When speaking with students – an opportunity I seize just as often as I can – I talk, naturally, about the tangible career-building benefits of belonging to the OBA, but I also underscore the less quantifiable but perhaps even more lasting impact of engaging with this community.
When we start out on this path, there are many dazzling, larger-than-life lawyers we look up to – those whose careers, abilities and achievements inspire us and, often, leave us in awe. The opportunities to learn from those grandiose game-changers and to gain access to their insight and expertise – through OBA CPD programs, or call-in series, or award dinners, or articles – help us become more savvy, knowledgeable lawyers.
The opportunities to actually meet and interact with these leaders in law – to chat with them, to laugh with them, to even learn alongside them – through OBA book clubs, or cooking demonstrations, or mentorship events, or cultural celebrations – help us become more confident, content lawyers. We are reminded that, no matter how experienced, or accomplished, or imposing-in-court any of our cohort may be, we are all, at the end of the day, just people. People who serve our clients to the very best of our abilities with an air of assurance and unflappability, but people who also possess myriad non-legal interests, hectic personal lives, and many moments of self-doubt.
This reality is the crux of the OBA’s “Serving the Whole Lawyer’ approach but it’s also a real comfort, I think, to those who sense there is such a thing as a perfect career – a successive string of victories toward dominance in a field – when the truth is we all experience setbacks, defeats and embarrassments that make us better in the long run … not to mention more resilient and relatable! And commiserating with others who have walked in our shoes is all part of how we gain perspective and grow.
There is plenty out there in the world to discourage us and drag us down – the OBA is where we come to be buoyed and built up by those who empathize and understand.
In my final President’s Message of 2022, I present this plea to all dedicated members of this demanding and rewarding calling: Let’s not be our own worst critics. Take a look at this video message from members of the OBA’s first all-female officers’ team in celebration of Women’s History Month, and you’ll find a theme in the ‘advice to my new-to-the-profession-self’: be less hard on yourself and more gentle; trust and be true to yourself; slow down and invest as much in your self-care as you do your career. Sage advice for all of us, regardless of age or stage.
I wish you a holiday break in which you can celebrate your triumphs and shake off your self-doubt, and a New Year that is happy, hopeful and fulfilling.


__TRY IT__. From the following material, work out how many lines include the string "labels"; respond with the number only.

______________________________

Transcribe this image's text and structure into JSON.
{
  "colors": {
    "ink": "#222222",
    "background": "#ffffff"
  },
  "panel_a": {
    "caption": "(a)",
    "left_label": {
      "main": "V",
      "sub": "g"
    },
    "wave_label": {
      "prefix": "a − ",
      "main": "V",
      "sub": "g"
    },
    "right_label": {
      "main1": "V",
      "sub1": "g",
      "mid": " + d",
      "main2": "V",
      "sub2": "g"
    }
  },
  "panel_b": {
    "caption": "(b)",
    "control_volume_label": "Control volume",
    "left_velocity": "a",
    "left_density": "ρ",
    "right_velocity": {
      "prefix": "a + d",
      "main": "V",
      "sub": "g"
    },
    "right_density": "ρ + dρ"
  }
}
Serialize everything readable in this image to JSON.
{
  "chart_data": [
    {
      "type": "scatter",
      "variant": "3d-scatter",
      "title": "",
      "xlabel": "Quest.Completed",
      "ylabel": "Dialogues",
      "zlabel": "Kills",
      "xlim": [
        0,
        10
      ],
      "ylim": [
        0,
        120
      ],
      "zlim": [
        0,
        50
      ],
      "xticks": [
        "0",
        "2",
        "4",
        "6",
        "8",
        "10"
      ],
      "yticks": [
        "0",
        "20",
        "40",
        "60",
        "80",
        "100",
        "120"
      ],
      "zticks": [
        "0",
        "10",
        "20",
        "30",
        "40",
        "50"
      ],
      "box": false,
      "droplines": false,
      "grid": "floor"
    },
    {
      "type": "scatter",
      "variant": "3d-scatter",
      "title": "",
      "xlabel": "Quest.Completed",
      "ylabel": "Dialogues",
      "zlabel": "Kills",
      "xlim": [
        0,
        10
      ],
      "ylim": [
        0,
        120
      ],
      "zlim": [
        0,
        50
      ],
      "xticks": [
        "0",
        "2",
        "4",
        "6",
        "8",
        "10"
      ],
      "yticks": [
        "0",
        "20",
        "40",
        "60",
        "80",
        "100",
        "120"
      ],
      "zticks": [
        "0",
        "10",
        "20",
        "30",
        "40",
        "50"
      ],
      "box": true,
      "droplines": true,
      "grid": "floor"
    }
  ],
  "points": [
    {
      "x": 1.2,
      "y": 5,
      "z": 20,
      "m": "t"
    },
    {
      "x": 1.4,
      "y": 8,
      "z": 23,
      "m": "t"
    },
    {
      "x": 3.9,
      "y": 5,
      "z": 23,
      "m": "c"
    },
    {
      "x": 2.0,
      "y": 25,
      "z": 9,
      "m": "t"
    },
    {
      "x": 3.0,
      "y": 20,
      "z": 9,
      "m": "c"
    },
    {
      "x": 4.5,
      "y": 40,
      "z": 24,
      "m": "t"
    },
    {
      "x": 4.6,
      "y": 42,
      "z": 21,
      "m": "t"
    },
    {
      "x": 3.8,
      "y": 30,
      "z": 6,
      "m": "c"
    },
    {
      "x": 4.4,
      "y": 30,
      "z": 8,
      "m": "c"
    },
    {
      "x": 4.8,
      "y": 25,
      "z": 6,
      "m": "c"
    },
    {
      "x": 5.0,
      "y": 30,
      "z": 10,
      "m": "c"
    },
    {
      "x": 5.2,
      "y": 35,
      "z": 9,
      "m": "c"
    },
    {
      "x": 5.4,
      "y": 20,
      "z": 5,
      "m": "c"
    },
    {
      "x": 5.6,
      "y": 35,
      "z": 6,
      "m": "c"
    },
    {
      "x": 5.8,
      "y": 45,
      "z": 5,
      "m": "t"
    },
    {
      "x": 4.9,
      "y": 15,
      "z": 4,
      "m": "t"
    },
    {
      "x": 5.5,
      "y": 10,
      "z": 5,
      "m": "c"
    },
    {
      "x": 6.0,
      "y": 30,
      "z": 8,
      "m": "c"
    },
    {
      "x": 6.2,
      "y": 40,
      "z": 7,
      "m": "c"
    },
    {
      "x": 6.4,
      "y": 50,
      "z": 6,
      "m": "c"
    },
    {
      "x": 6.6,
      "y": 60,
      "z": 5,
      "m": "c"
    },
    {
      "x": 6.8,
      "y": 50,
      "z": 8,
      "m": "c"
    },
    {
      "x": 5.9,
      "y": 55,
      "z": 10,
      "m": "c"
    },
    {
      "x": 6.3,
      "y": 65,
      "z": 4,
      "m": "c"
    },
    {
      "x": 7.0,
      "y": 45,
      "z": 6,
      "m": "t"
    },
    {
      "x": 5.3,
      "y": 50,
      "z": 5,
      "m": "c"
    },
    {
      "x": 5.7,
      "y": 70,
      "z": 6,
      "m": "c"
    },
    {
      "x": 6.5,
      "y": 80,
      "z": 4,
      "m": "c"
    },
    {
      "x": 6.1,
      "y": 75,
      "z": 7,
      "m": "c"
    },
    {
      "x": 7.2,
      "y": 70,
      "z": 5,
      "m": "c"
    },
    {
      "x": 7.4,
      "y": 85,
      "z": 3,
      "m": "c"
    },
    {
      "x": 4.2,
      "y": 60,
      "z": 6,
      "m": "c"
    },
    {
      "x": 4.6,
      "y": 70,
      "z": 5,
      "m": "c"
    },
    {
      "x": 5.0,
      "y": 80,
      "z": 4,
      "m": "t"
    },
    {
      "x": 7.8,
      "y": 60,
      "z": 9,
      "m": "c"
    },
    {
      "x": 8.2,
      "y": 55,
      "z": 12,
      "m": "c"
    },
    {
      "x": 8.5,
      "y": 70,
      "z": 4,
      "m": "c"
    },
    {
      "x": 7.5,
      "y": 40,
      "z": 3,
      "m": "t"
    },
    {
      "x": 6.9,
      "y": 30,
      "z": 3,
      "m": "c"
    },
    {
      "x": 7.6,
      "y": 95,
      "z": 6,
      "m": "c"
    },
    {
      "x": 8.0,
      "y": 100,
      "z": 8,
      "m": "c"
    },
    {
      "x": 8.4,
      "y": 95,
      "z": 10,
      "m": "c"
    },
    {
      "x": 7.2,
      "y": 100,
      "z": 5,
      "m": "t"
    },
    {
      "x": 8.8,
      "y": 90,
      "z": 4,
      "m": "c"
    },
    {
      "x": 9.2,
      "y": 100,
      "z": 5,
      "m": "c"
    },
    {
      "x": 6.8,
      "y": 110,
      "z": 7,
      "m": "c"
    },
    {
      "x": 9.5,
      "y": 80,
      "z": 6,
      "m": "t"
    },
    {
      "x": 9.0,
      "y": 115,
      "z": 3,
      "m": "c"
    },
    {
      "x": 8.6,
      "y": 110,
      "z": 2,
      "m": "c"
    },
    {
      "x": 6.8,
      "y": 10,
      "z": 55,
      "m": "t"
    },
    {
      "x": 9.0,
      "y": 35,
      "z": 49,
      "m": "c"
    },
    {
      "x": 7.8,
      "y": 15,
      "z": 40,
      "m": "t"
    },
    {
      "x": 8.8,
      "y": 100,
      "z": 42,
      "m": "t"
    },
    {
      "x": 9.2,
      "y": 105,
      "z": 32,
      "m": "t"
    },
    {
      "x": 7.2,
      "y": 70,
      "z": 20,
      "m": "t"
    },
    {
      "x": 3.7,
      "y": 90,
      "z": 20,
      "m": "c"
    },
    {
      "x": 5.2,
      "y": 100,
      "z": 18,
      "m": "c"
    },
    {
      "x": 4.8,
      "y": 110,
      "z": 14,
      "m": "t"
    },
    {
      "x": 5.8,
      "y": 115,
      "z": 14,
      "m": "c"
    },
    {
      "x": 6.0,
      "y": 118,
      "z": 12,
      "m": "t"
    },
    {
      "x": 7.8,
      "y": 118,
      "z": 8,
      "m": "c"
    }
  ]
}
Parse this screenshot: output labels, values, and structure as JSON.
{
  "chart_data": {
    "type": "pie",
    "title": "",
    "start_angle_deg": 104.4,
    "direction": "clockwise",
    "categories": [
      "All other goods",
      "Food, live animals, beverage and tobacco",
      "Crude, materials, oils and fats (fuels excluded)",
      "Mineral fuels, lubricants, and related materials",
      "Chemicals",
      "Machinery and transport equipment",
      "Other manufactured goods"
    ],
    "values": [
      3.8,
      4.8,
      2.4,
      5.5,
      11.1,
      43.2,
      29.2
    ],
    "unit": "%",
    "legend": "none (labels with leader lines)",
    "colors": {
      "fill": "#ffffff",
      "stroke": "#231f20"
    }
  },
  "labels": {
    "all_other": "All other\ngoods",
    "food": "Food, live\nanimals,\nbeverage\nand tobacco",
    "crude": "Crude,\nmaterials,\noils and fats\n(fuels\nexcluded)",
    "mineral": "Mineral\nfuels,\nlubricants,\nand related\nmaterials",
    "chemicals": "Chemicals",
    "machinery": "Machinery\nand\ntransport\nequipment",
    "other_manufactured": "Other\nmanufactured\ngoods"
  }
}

______________________________

__RESPONSE__. 3